How Lockdown Could Change Your Life Forever


 

Around the world right now hundreds of millions of people are at home, either through self isolation or forced quarantine.

We are living through an unprecedented situation, the everyday aspects of our life that we have always taken for granted have been taken from us, if only for the time being. And even though this will pass, living in isolation with our desire for contact, communication and connection being compromised is undeniably hard and both physically and mentally draining.

So perhaps we should use this time to reflect on whether or not we deny others the freedoms that we yearn for during this pandemic.

The freedom to see family. The freedom to see friends. The freedom to do what we want. The freedom of autonomy. The freedom of not being isolated. Of not being confined. Of not being restricted.

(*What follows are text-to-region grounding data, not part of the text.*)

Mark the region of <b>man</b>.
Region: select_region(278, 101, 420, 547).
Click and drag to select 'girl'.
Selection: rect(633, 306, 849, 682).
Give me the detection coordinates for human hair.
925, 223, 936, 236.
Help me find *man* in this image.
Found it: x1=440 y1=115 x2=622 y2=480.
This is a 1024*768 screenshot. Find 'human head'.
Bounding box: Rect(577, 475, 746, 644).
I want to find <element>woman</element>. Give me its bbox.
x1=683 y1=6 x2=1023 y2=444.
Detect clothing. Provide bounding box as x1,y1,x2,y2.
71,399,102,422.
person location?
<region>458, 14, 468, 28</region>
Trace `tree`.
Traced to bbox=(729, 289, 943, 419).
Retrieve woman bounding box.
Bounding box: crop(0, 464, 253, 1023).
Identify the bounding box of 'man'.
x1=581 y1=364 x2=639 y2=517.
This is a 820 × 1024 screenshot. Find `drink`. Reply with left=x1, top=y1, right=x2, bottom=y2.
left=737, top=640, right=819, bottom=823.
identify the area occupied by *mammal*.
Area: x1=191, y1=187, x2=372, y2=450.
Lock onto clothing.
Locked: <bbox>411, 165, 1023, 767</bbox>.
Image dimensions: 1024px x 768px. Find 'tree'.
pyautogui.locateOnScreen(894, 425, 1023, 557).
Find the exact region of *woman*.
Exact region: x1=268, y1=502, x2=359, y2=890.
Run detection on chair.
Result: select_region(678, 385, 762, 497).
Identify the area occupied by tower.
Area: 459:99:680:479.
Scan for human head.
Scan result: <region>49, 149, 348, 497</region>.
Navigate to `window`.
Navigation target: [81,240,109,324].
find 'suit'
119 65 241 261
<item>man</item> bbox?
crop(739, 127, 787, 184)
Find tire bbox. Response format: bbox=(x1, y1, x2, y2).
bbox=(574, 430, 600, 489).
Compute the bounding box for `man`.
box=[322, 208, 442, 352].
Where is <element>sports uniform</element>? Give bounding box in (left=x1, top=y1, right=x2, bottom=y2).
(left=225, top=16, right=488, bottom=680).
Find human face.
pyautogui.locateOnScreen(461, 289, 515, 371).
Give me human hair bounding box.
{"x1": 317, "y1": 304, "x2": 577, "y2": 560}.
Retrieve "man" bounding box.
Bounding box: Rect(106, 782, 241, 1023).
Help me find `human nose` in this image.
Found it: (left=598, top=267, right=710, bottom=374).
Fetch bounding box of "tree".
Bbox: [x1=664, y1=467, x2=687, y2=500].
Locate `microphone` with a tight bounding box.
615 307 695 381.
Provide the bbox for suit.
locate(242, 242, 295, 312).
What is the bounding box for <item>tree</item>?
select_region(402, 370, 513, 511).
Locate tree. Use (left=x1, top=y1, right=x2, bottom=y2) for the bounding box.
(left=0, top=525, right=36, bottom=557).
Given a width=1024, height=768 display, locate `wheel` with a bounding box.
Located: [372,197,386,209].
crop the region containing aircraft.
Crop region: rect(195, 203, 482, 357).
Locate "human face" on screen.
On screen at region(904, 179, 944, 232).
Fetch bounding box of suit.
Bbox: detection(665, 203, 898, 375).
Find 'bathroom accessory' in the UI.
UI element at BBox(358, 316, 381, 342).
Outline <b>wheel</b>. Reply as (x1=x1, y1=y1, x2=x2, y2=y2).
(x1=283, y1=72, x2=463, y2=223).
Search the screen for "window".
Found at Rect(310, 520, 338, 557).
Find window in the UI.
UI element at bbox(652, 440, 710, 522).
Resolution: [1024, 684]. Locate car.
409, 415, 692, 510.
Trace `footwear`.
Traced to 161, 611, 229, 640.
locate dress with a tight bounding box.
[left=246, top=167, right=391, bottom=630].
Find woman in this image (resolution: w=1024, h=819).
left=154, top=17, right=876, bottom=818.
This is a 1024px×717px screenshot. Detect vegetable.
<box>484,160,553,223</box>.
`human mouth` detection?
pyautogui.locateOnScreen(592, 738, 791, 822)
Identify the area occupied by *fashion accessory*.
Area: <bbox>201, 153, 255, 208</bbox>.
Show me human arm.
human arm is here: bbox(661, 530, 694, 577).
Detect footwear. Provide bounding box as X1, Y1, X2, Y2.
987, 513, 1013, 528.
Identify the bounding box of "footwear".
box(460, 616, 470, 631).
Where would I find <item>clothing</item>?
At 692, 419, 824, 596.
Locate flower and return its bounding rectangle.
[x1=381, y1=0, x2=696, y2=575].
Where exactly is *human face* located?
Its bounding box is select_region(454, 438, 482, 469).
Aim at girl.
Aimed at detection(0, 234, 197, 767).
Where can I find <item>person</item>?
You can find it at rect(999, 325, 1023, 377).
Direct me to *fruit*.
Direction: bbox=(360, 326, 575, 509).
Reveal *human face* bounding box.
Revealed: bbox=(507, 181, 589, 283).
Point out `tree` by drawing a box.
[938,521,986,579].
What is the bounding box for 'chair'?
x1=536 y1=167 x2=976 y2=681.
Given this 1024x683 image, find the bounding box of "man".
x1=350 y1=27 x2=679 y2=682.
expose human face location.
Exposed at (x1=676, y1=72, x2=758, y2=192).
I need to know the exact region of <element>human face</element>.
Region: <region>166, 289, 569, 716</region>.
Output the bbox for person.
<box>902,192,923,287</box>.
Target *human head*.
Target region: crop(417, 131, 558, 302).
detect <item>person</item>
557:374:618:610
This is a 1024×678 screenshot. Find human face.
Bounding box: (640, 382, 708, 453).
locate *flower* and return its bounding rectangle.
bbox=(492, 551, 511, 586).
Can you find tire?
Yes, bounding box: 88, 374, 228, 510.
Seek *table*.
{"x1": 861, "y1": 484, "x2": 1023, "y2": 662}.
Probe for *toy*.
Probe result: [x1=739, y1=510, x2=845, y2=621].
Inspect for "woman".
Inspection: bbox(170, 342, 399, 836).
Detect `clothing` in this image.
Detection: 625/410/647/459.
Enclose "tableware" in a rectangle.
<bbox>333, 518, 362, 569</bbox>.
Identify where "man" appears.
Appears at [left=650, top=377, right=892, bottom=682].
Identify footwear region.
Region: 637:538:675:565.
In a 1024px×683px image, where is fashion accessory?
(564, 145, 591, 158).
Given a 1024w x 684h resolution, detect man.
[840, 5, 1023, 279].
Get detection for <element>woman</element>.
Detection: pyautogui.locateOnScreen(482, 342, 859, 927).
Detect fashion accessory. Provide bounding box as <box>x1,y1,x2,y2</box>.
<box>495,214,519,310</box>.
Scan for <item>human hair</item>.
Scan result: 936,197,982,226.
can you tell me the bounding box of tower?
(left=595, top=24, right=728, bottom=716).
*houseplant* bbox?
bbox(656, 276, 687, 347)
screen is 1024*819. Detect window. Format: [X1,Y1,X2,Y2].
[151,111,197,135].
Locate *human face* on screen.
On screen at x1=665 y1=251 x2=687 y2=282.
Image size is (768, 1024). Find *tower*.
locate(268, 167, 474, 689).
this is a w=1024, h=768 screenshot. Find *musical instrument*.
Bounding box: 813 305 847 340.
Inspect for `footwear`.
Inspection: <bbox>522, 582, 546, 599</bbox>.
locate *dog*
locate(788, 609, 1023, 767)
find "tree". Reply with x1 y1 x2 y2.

Perhaps we should then think of the mother pigs currently trapped inside farrowing crates and gestation crates, small metal cages so small that they are unable to turn around. Instead they can only stand up and sit down for weeks, even months at a time. Desperately biting on the bars, hoping they will one day break, but of course they never do and never will.

Or the pigs being fattened up for slaughter, kept in tiny concrete pens, with no windows, no fresh air, no sunlight. Highly intelligent beings driven to insanity, their teeth clipped out, their tails chopped off. Or the newborn calves in the dairy industry, taken from their mothers within the first 24 hours of being born and forced to spend their first months of life in solitary confinement hutches. Unable to run and play, they suckle on the bars and call out for their mothers, desperate to be nurtured and cared for, instead they are trapped and alone.

What about the egg laying hens, incarcerated in cages so small they can’t spread their wings? Forced to stand on wire mesh, their beaks sliced off. Or the free range egg laying hens, no longer in small cages, but instead one big cage where a farmer can legally house nine birds per square metre of space. The free range label nothing other than a marketing ploy in an attempt to hide their suffering.

Perhaps we should think about the chickens raised for meat, trapped inside windowless barns. Their bodies selectively bred to reach slaughter size in just six weeks. Their organs failing and limbs deformed, laid on their backs unable to move, slowly dying on the faeces filled floors. What about the animals forced to entertain us, locked in tiny enclosures endlessly pacing. Or imprisoned in swimming pools, goaded to jump through hoops and perform tricks. What of their freedom, their desire for life?

Our lives will return to normal and everything we currently miss will soon be part of our normal life again. But for those hidden away they will never have the freedom they desire. Their incarceration does not exist as a means to protect them, but instead as a means to exploit them. They bite on the bars, frantically try to escape and cry out for help, yet it is all in vain.

Imagine if from the moment you were born, somebody else had already decided to deny you everything, your autonomy, your life. Imagine if from the moment you were born someone else had already decided how long you were going to live and how you were going to die. It is times of crisis that we show how unified and interconnected we all are. We share a common fear. But we do not just share that fear with others of our own species, but others from different species as well. The fear of pain. The fear of loneliness. Our life will return to normal, our freedoms returned, our fears eased. But for tens of billions of others around the world their suffering and their fear will continue for as long as we allow it to. If freedom, connection, family and autonomy are things we want for our own lives, then what right do we have to deny those very things to others, when they too want the same for their own existence? They nurture and care. They enjoy their life. They show happiness. They enjoy socialising and family. They enjoy their autonomy. They enjoy freedom. And just as we do, they deserve their freedom. We are empathetic beings, so perhaps now in this time of our own personal isolation we should think of others, and the isolation and incarceration we force them to endure because of our choices.